It's like he knew all along - Charlie Sheen as a coked-out bad boy in 1986's Ferris Bueller's Day Off |
I knew he was married once, or maybe twice, to Denise Richards—herself but a minor blip on the radar, even for those who saw Wild Things 13 years ago. I knew he'd been and out of rehab a few times. So what? Are there any celebrities who haven't been in and out of rehab a few times? Show me one—that's a fucking story.
And therein lies the source of my confusion. At the end of the day, Charlie Sheen is just another famous face who fucked up. The way his name and the one or two-word particulars of his transgressions are punchlined about, the number of tweets devoted to him, the volume of mentions he gets in late night monologues, the ink spent printing stories about him in entertainment publications, his complete dominance of the internet—you'd think Charles was the first star to ever drop his pants when he shouldn't have. Not quite.The Charlie Sheen saga is in reality just one 'story' in a closed system of ongoing bloopers and fuck-ups. Focus too much on him and you'll miss out on the rest of the world of celebrity circus idiocy that inexorably continues to turn. Just last week, for example: aspiring trainwreck Christina Aguilera and her doofus boyfriend spent the night in the drunk tank after being pulled over for driving under the influence; also drunk—again—was Jessica Simpson, who looks so bad it's almost scary. But Simpson and Aguilera are only doing their part to fulfill the Blonde Female Celebrity Fuck-Up/Train Wreck quota; there are certainly others from this past week, some of which luckily (or maybe not so luckily) didn't make it to press. Through the years the famous have demonstrated their incredible talent at, if nothing else, achieving stupidity of monumental proportions, and so many of them do it you could make a career of trying to document their so-called mistakes (an entire industry do, in fact). Charlie Sheen is just one man at one point in time in a ever-expanding jungle of shitshow.
He's not even very innovative, if you ask me. To my knowledge, he is stumbling his way along a path previously forged, and forged well. Trashed hotel? Johnny Depp says hello. Mountains of drugs? Robert Downey Jr. knows more about that than any celebrity ever has or will. (Depp knows a little about it too.) Raunchy trysts with white trash girls? Mel Gibson berates and beats the shit out of his. And as for publicly-televised delusions, well, in my books Tom Cruise's batshit crazy antics courtesy of airtime with Oprah Winfrey and Matt Lauer are pretty tough to top.
Charlie Sheen is certainly loving this whole farce. How could he not? He's getting so much exposure and publicity it won't matter if the golden goose Two and a Half Men goes under for good. Two to three million an episode—who needs it? Sheen is right about one thing: he's in the driver's seat. Everyone patting themselves on the back for their clever digs and clever 'winning' references should take pause and consider that perhaps the person who's really laughing is the supposed butt of the joke himself. It's not like we're all sitting in a room together making fun of the guy behind his back. Sheengate has become too much and too public a phenomenon. Charlie Sheen knows full well what's up, and he's joining the fun, if he didn't organize the party to begin with. Kind of difficult to take pride in mocking someone who's benefitting from the mockery. You have to think every one of Charlie Sheen's 2 million-plus Twitter followers has some financial equivalent.
So, yeah, I don't know the whole Charlie Sheen story. But if that means the joke isn't on me, I'm fine with that. Especially until we know who it's really supposed to be on. Maybe it's everyone. I guess I'll get in line.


■ Description of the task: Each entry is to be repeated word for word, and the images are to be dropped.

■ Exercise inputs:
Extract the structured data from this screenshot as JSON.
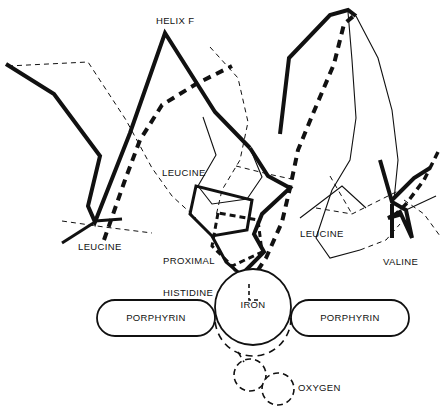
{
  "figure": {
    "kind": "molecular-structure-diagram",
    "background_color": "#ffffff",
    "ink_color": "#111111"
  },
  "labels": {
    "helix_prefix": "HELIX ",
    "helix_letter": "F",
    "leucine_center": "LEUCINE",
    "leucine_left": "LEUCINE",
    "leucine_right": "LEUCINE",
    "valine": "VALINE",
    "proximal_histidine_line1": "PROXIMAL",
    "proximal_histidine_line2": "HISTIDINE",
    "iron": "IRON",
    "porphyrin_left": "PORPHYRIN",
    "porphyrin_right": "PORPHYRIN",
    "oxygen": "OXYGEN"
  },
  "legend_semantics": {
    "thick_solid": "deoxy conformation backbone / side chain",
    "thick_dashed": "oxy conformation backbone / side chain",
    "thin_solid": "secondary chain trace",
    "thin_dashed": "secondary chain trace, alternate conformation"
  },
  "shapes": {
    "iron_circle": {
      "cx": 253,
      "cy": 307,
      "r": 38,
      "style": "solid"
    },
    "iron_circle_shifted": {
      "cx": 253,
      "cy": 318,
      "r": 38,
      "style": "dashed"
    },
    "porphyrin_left_rect": {
      "x": 97,
      "y": 300,
      "w": 118,
      "h": 36,
      "rx": 18
    },
    "porphyrin_right_rect": {
      "x": 291,
      "y": 300,
      "w": 118,
      "h": 36,
      "rx": 18
    },
    "oxygen_circle_1": {
      "cx": 250,
      "cy": 375,
      "r": 16,
      "style": "dashed"
    },
    "oxygen_circle_2": {
      "cx": 278,
      "cy": 389,
      "r": 16,
      "style": "dashed"
    }
  },
  "label_positions": {
    "helix": {
      "x": 144,
      "y": 5
    },
    "leucine_center": {
      "x": 162,
      "y": 168
    },
    "leucine_left": {
      "x": 78,
      "y": 242
    },
    "proximal_histidine": {
      "x": 163,
      "y": 235
    },
    "leucine_right": {
      "x": 300,
      "y": 229
    },
    "valine": {
      "x": 383,
      "y": 257
    },
    "iron": {
      "x": 238,
      "y": 300
    },
    "porphyrin_left": {
      "x": 125,
      "y": 313
    },
    "porphyrin_right": {
      "x": 319,
      "y": 313
    },
    "oxygen": {
      "x": 298,
      "y": 383
    }
  }
}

■ Task output:
Extract the structured data from this screenshot as JSON.
{
  "figure": {
    "kind": "molecular-structure-diagram",
    "background_color": "#ffffff",
    "ink_color": "#111111"
  },
  "labels": {
    "helix_prefix": "HELIX ",
    "helix_letter": "F",
    "leucine_center": "LEUCINE",
    "leucine_left": "LEUCINE",
    "leucine_right": "LEUCINE",
    "valine": "VALINE",
    "proximal_histidine_line1": "PROXIMAL",
    "proximal_histidine_line2": "HISTIDINE",
    "iron": "IRON",
    "porphyrin_left": "PORPHYRIN",
    "porphyrin_right": "PORPHYRIN",
    "oxygen": "OXYGEN"
  },
  "legend_semantics": {
    "thick_solid": "deoxy conformation backbone / side chain",
    "thick_dashed": "oxy conformation backbone / side chain",
    "thin_solid": "secondary chain trace",
    "thin_dashed": "secondary chain trace, alternate conformation"
  },
  "shapes": {
    "iron_circle": {
      "cx": 253,
      "cy": 307,
      "r": 38,
      "style": "solid"
    },
    "iron_circle_shifted": {
      "cx": 253,
      "cy": 318,
      "r": 38,
      "style": "dashed"
    },
    "porphyrin_left_rect": {
      "x": 97,
      "y": 300,
      "w": 118,
      "h": 36,
      "rx": 18
    },
    "porphyrin_right_rect": {
      "x": 291,
      "y": 300,
      "w": 118,
      "h": 36,
      "rx": 18
    },
    "oxygen_circle_1": {
      "cx": 250,
      "cy": 375,
      "r": 16,
      "style": "dashed"
    },
    "oxygen_circle_2": {
      "cx": 278,
      "cy": 389,
      "r": 16,
      "style": "dashed"
    }
  },
  "label_positions": {
    "helix": {
      "x": 144,
      "y": 5
    },
    "leucine_center": {
      "x": 162,
      "y": 168
    },
    "leucine_left": {
      "x": 78,
      "y": 242
    },
    "proximal_histidine": {
      "x": 163,
      "y": 235
    },
    "leucine_right": {
      "x": 300,
      "y": 229
    },
    "valine": {
      "x": 383,
      "y": 257
    },
    "iron": {
      "x": 238,
      "y": 300
    },
    "porphyrin_left": {
      "x": 125,
      "y": 313
    },
    "porphyrin_right": {
      "x": 319,
      "y": 313
    },
    "oxygen": {
      "x": 298,
      "y": 383
    }
  }
}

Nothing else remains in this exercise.